I knew the building well enough after several visits, so I immediately took Katie to the nearest ladies' room. Checking beneath the stalls to make sure they were empty, I leaned against the door to prevent anyone else coming in. "You're all right?"
She was shaking, and her eyes were wide with confusion, but she nodded. "Ja. It just wasn't what I expected."
It wasn't what I had expected either, and I had an obligation to tell her that it was going to get significantly worse before it got better, but instead I took a deep breath and managed to taste, deep in my lungs, the scent of Katie's fear. Shoving her out of the way, I ran for the nearest stall and threw up until there was nothing left in my stomach.
On my knees, with my face fired and hot, I pressed my forehead against the cool fiberglass wall of the stall. It was only by taking shallow breaths that I managed to turn and rip off a piece of toilet paper to wipe my mouth.
Katie's hand fell like a question on my shoulder. "Ellie, are you all right?"
Nerves, I thought, but I wasn't about to admit that to my own client. "Must have been something I ate," I said, tossing Katie my brightest smile and getting to my feet. "Now. Shall we go?"
*
Katie kept running her hands over the smooth, polished wood of the defense table. There were places the finish had been rubbed raw, worn by the hands of endless
defendants who'd sat in the very same place. How many of them, I wondered, had truly been innocent?
Courtrooms, before the fact of a trial, were not the bastions of serenity depicted on TV shows about the law. Instead, they were a bustle: the clerk shuffling for the right file, the bailiff blowing his nose in a spotted handkerchief, the people in the gallery talking headlines over Styrofoam cups of coffee. Today it was even louder than usual, and I could make out distinct sentences through the general buzz. Most involved Katie, who was on display just as surely as a zoo animal, removed from her natural habitat for the curiosity of others.
"Katie," I said softly, and she jumped a foot.
"How come they haven't started yet?"
"It's still early." Now her hands were tucked beneath her apron, her eyes darting over the activity in the front of the courtroom. Her gaze lit upon George Callahan, six feet away at the prosecutor's table.

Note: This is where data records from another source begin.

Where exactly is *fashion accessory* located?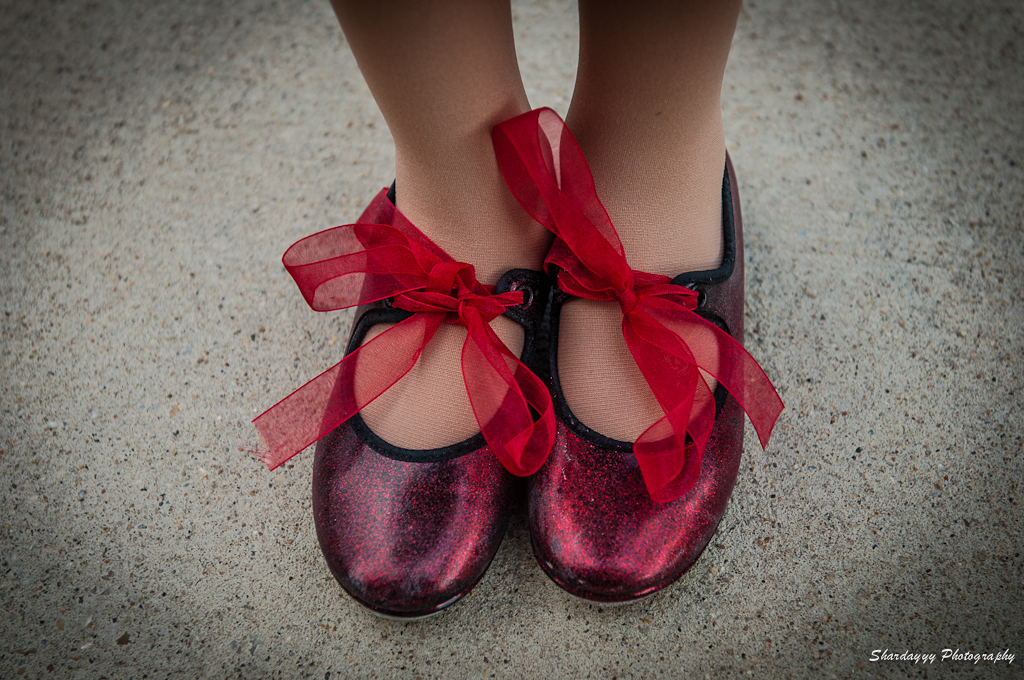
Its bounding box is [253, 178, 558, 625].
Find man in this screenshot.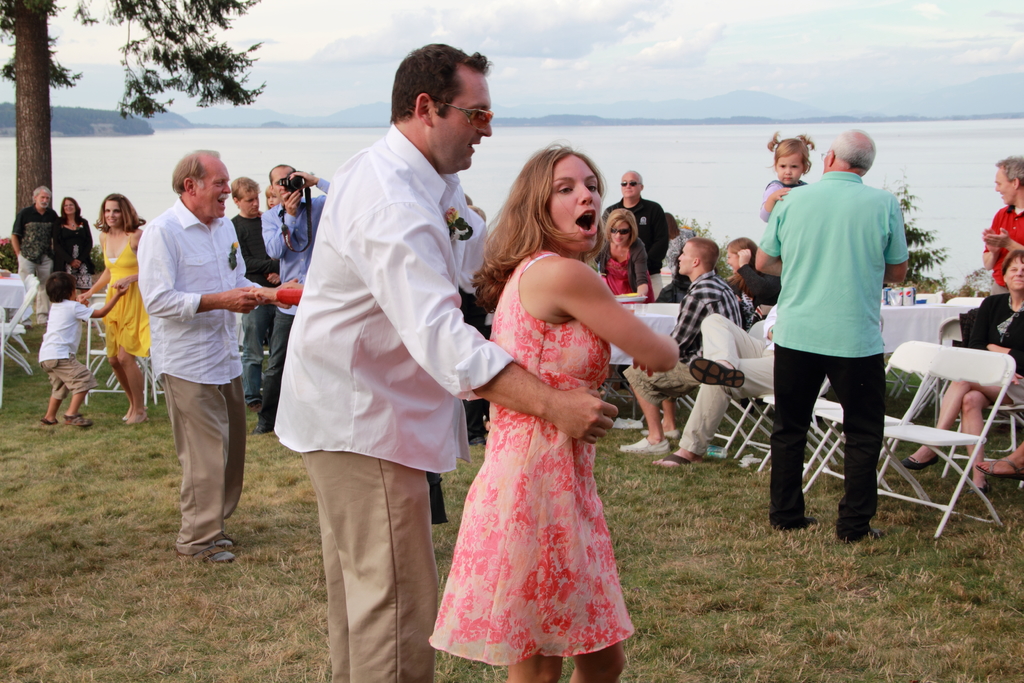
The bounding box for man is x1=760 y1=129 x2=909 y2=535.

"He looks kind," she mused.
"He won't be. His job is to get the jury to believe all the bad things he's going to say about you." I hesitated, then decided in Katie's case, it would be best to know what's coming. "It's going to be hard for you to hear, Katie."
"Why?"
I blinked at her. "Why will it be hard?"
"No. Why will he lie about me? Why would the jury believe him and not me?"

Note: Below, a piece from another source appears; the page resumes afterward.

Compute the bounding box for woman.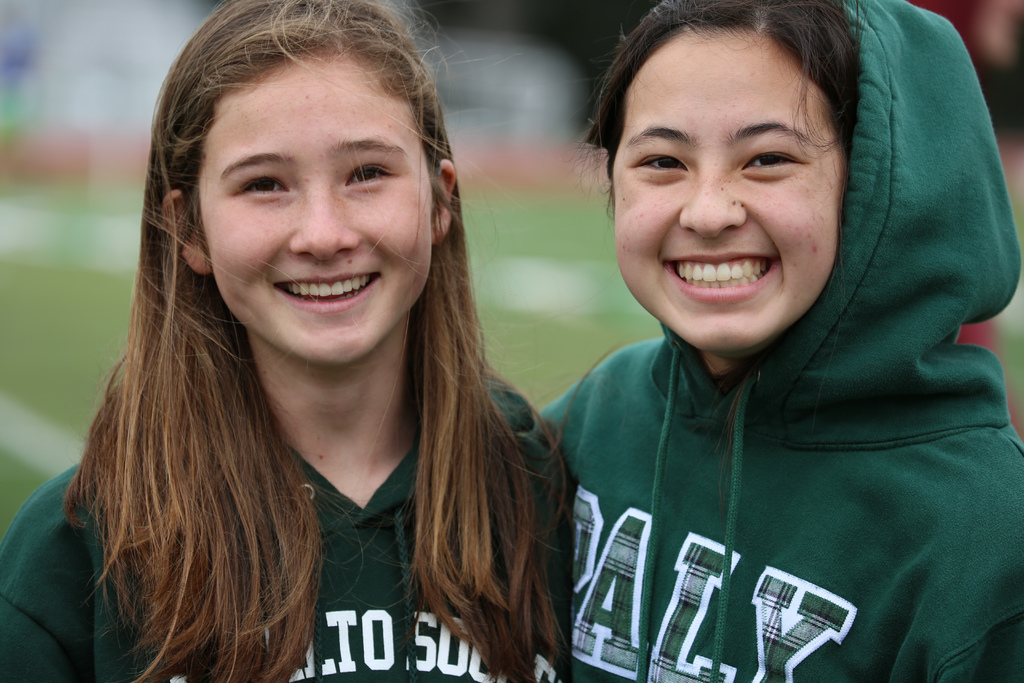
(x1=542, y1=0, x2=1023, y2=682).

I thought about the rules of forensic evidence, the distinctions between casting a motive and spinning a false tale, the psychometric profiles that had been written on juries--all idiosyncrasies that Katie would not understand. How did one explain to an Amish girl that in a trial, it often came down to who had the best story? "It's the way the legal system works in the English world," I said. "It's part of the game."
"Game," Katie said slowly, turning the word in her mouth until it softened. "Like football!" She smiled up at me, remembering our earlier conversation. "A game with winning and losing, but you get paid for it."
I felt sick to my stomach again. "Yeah," I said. "Exactly."
"All rise; the Honorable Philomena Ledbetter presiding!"
I got to my feet and made sure Katie was doing the same as the judge bustled in from the side door of the courtroom. She climbed the steps, her robes billowing out behind her. "Be seated." Her eyes roamed the gallery, narrowing on the concentrated band of media representatives in the rear. "Before we begin might I remind the press that the use of cameras or video photography is forbidden in this courtroom, and if I see a single violation, I'll toss the lot of you into the lobby for the remainder of the trial."